November 25, 2020

CIM Alumni and Friends Win Multiple GRAMMY Nominations


Sergei Babayan and Daniil Trifonov stand side by side on stage, in front of a piano.
Daniil Trifonov (right) with Sergei Babayan in CIM’s Mixon Hall for a March 2020 duo recital | Photo by Robert Muller

Several notable Cleveland Institute of Music alumni and friends and countless members of orchestras and choruses around the world were honored with nominations for 2021 GRAMMY Awards, presented by the Recording Academy®. The ceremony will be broadcast on January 31, 2021.

Pianist Daniil Trifonov (AC ’13, AD ’15, Babayan) earned a nomination for Best Classical Instrumental Solo for the album Destination Rachmaninov – Arrival, recorded with The Philadelphia Orchestra. Trifonov, Musical America’s Musician of the Year in 2019, won a GRAMMY in 2018 for Best Solo Instrumental Album, for Transcendental.

Jason Vieaux (BM ’95, Holmquist), who is also Co-Head, Guitar at CIM, got the nod in Best Classical Solo Vocal Album for American Composers at Play – William Bolcom, Ricky Ian Gordon, Lori Laitman, John Musto, recorded with baritone Stephen Powell, Charles Neidich and the Attacca Quartet. Vieaux won a Best Solo Instrumental Album GRAMMY in 2015, for Play.

Violinist Austin Hartman (BM ’02, Weilerstein) was nominated for Best Chamber Music/Small Ensemble Performance for the Pacifica Quartet’s recording Contemporary Voices. The Quartet won a 2009 GRAMMY in the same category for its album Elliott Carter, Quartets Nos. 1 and 5; in 2017, they were appointed to lead the Center for Advanced Quartet Studies at the Aspen Music Festival and School.

The Dover Quartet’s recording, The Schumann Quartets (Azica), was nominated for Best Chamber Music/Small Ensemble Performance. Azica Records’ Alan Bise (BM ’94, Knab), audio recording faculty and CIM’s Director of Recording Arts & Services, and faculty emeritus Bruce Egre produced and engineered this album. Azica has released six GRAMMY-nominated classical albums, and Bise and Egre won for Jason Vieaux’s Play and the Jennifer Higdon Harp Concerto, recorded by the Rochester Philharmonic Orchestra and CIM’s Yolanda Kondonassis (BM ’86, MM ’89, Chalifoux) on the album American Rapture.

In addition to these notable alumni, CIM Orchestra Artistic Advisor JoAnn Falletta and the Buffalo Philharmonic Orchestra and Chorus were nominated for Best Choral Performance, for Danielpour: The Passion of Yeshuah. Falletta won her first individual GRAMMY in 2019, adding to her collection of awards including two other GRAMMYs from 2008.

2020 Honorary Doctor of Musical Arts recipient Michael Tilson Thomas received two nods, one for Best Orchestral Performance for Copland: Symphony No. 3, and one for Best Classical Compendium for From the Diary of Anne Frank & Meditations on Rilke. Both were recorded with the San Francisco Symphony, and the latter features MTT’s first and most recent compositions for voice with orchestra. MTT has been nominated for 38 GRAMMY awards, and has won 11.

In addition to individual artists, the GRAMMYs recognize the achievements of the world’s finest orchestras, choruses and chamber ensembles. CIM alumni hold positions in nearly every large ensemble nominated for a 2020 GRAMMY, including the Boston Symphony Orchestra, Buffalo Philharmonic Orchestra, Chicago Symphony, Los Angeles Philharmonic, Metropolitan Opera Orchestra, Milwaukee Symphony Orchestra, Nashville Symphony, Oregon Symphony, Philadelphia Orchestra and San Francisco Symphony.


EXERCISE INSTRUCTIONS: Look through the records, and whenever a line includes the word "Save", copy it.

Stored items:
........
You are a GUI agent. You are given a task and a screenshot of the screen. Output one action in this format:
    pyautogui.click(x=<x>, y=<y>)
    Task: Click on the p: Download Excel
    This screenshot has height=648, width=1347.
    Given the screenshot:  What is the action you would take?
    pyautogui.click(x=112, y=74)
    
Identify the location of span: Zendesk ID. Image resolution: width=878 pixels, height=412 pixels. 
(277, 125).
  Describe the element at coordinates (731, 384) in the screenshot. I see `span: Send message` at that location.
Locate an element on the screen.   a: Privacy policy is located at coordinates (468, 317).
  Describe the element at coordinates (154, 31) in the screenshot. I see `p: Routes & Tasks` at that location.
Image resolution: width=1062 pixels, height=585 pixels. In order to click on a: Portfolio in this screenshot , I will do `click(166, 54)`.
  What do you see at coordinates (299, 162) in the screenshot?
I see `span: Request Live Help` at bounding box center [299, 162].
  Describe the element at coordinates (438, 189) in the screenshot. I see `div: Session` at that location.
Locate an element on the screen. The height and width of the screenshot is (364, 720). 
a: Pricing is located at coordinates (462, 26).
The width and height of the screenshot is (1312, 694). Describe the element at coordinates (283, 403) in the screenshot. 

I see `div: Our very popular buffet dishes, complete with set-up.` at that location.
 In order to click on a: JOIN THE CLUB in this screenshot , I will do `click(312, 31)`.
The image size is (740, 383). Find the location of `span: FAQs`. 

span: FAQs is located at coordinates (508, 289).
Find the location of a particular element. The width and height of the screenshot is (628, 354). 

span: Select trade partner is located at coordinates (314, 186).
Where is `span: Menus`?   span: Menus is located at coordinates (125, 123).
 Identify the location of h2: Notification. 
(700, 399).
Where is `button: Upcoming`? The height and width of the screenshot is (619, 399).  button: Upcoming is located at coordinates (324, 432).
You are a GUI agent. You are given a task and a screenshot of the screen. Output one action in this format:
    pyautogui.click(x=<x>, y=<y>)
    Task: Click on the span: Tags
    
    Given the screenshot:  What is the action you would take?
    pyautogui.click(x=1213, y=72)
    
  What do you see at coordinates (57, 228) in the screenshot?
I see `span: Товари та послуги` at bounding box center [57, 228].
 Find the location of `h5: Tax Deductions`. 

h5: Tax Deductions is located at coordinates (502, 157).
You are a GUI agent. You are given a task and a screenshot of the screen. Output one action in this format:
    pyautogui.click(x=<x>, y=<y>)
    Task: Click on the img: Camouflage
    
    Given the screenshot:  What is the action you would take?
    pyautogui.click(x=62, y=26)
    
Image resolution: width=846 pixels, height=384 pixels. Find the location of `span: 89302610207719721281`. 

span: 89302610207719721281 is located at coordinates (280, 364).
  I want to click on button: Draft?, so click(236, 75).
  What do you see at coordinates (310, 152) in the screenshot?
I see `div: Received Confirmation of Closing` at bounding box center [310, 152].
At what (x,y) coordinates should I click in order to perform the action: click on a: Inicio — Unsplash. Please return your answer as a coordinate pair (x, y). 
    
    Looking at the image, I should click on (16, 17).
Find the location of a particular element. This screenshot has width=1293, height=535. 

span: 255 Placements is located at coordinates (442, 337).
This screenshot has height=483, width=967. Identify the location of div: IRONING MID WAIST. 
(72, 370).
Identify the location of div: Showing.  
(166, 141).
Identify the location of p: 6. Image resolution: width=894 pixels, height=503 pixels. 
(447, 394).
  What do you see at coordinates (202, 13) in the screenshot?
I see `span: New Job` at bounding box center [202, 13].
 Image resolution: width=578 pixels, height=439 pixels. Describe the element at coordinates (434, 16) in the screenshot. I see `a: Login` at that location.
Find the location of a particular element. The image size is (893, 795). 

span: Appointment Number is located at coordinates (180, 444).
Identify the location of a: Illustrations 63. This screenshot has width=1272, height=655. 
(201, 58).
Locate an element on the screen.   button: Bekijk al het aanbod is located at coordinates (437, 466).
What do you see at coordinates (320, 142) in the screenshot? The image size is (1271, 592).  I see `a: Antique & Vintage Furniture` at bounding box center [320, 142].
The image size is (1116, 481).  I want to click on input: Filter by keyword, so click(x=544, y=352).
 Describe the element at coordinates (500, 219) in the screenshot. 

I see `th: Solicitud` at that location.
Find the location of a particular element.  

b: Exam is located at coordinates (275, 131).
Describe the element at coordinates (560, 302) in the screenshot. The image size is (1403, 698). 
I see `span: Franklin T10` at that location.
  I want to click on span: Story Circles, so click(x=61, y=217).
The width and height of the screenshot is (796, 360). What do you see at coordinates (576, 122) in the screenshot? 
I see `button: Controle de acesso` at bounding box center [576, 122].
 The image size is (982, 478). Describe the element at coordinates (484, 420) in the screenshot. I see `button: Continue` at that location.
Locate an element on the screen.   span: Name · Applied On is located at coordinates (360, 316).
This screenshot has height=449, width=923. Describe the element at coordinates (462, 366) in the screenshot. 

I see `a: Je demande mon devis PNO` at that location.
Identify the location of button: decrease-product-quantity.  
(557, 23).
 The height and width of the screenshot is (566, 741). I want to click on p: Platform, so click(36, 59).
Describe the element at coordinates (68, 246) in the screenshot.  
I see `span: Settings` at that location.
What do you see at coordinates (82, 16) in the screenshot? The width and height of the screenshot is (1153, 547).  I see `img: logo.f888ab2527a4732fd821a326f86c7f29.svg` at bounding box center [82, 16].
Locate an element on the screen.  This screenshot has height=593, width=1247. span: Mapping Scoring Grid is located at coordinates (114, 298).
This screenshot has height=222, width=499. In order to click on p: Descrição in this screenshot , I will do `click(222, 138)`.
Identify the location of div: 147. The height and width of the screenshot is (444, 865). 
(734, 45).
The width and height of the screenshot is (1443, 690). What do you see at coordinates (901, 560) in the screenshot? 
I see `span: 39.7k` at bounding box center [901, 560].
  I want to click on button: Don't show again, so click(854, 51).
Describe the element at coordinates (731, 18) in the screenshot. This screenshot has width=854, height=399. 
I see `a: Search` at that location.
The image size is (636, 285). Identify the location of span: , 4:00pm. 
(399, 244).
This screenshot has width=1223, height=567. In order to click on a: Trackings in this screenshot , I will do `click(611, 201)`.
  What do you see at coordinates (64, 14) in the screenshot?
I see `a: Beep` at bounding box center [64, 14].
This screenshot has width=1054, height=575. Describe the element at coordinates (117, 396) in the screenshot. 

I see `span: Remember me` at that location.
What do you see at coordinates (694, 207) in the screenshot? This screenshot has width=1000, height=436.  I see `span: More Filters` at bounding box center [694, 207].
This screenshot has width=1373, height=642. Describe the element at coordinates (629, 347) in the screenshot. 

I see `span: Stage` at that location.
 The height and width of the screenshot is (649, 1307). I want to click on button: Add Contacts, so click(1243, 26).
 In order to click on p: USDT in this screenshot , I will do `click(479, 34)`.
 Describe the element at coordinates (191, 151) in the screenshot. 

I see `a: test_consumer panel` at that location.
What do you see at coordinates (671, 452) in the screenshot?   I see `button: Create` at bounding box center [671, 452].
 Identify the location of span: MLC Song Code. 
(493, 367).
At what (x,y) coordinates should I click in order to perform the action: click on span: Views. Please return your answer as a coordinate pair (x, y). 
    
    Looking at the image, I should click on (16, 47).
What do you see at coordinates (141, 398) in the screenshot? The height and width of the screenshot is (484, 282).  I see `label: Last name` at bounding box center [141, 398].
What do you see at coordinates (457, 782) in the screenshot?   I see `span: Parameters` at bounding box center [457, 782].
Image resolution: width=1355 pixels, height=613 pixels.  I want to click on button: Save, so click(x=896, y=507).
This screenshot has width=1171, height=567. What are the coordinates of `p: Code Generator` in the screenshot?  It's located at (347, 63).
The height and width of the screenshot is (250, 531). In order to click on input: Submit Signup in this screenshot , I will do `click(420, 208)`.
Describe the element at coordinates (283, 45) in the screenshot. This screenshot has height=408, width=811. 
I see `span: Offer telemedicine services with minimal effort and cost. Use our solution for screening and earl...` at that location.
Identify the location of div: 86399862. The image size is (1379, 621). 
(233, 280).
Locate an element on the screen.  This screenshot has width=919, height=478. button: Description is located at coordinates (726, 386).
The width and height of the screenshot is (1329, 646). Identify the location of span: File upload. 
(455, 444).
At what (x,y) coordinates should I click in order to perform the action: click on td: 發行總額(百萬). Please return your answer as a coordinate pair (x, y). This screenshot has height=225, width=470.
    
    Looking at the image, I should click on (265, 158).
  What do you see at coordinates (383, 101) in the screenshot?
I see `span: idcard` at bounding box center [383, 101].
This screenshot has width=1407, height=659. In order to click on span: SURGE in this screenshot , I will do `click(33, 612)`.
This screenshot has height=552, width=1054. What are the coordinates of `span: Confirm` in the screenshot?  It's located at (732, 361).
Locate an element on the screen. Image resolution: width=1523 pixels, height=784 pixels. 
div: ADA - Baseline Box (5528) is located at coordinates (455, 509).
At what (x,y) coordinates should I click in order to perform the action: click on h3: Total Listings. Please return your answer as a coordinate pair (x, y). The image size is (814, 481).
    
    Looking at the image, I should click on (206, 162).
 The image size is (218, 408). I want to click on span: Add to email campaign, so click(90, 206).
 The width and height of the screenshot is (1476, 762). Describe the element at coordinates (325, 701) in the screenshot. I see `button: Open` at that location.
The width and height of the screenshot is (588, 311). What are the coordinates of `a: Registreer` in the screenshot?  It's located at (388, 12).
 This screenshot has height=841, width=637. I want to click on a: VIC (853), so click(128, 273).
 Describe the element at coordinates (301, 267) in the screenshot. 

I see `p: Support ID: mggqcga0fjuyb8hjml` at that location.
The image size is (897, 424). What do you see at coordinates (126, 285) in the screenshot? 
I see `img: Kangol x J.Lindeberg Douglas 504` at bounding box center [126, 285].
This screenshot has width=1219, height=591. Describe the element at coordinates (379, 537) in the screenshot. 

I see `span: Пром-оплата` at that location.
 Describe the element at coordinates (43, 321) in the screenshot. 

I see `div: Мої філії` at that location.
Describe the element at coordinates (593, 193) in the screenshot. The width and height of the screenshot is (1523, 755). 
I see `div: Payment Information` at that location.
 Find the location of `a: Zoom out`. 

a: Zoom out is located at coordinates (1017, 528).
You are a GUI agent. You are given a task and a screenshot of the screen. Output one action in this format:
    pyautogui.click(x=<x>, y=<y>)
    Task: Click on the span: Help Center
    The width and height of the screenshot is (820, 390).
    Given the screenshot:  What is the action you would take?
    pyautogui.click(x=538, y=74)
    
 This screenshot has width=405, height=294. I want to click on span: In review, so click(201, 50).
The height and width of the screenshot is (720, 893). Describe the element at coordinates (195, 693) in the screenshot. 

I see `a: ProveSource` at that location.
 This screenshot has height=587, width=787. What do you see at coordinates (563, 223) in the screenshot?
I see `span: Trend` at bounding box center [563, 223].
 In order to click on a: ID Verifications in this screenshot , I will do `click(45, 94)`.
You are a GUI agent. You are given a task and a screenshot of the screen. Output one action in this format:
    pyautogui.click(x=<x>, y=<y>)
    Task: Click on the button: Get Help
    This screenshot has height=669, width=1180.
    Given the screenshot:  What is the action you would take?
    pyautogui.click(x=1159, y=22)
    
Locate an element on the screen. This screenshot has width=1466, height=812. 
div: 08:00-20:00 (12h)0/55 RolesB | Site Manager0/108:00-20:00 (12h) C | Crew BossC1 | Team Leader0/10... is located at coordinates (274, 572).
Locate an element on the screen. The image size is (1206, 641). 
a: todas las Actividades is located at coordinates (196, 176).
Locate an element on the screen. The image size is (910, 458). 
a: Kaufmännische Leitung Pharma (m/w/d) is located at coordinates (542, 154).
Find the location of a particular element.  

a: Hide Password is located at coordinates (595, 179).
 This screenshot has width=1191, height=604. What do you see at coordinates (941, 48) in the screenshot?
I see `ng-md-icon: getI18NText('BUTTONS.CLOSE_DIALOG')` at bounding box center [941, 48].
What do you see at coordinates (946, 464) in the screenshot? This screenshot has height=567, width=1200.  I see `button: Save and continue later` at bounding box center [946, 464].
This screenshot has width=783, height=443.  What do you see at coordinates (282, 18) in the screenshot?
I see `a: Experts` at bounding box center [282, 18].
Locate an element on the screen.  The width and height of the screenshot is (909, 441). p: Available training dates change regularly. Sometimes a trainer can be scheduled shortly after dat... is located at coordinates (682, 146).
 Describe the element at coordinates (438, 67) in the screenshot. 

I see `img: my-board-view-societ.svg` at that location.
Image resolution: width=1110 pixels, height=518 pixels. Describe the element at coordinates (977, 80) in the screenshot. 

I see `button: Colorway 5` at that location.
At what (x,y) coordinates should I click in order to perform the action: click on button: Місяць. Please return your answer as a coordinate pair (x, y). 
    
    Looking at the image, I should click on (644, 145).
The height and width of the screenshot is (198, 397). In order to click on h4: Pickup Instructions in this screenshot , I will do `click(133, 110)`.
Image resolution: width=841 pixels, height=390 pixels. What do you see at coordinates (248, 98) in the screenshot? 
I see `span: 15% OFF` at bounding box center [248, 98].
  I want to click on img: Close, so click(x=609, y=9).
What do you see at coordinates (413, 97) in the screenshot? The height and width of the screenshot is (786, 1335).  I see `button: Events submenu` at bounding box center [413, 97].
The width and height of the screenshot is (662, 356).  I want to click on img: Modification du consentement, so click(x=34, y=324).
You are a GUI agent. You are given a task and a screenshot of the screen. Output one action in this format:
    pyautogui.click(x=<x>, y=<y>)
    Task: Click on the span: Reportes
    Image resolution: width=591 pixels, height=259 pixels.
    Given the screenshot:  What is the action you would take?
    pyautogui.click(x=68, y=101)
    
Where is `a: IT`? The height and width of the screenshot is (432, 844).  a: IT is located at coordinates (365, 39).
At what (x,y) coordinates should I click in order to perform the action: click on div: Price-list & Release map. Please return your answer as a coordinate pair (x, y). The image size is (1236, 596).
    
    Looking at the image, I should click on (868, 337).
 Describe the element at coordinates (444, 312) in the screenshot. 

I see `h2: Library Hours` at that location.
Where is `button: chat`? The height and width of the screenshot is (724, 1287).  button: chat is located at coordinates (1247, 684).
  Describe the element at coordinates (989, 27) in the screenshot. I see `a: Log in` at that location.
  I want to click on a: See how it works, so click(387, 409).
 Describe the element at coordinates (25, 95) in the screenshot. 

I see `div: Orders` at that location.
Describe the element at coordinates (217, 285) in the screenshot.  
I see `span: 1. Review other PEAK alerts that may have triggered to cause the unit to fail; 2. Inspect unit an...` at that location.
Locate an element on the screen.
........
SOLUTION FOR THIS PROBLEM:
Image resolution: width=1355 pixels, height=613 pixels.  I want to click on button: Save, so click(x=896, y=507).
What do you see at coordinates (946, 464) in the screenshot? This screenshot has height=567, width=1200.  I see `button: Save and continue later` at bounding box center [946, 464].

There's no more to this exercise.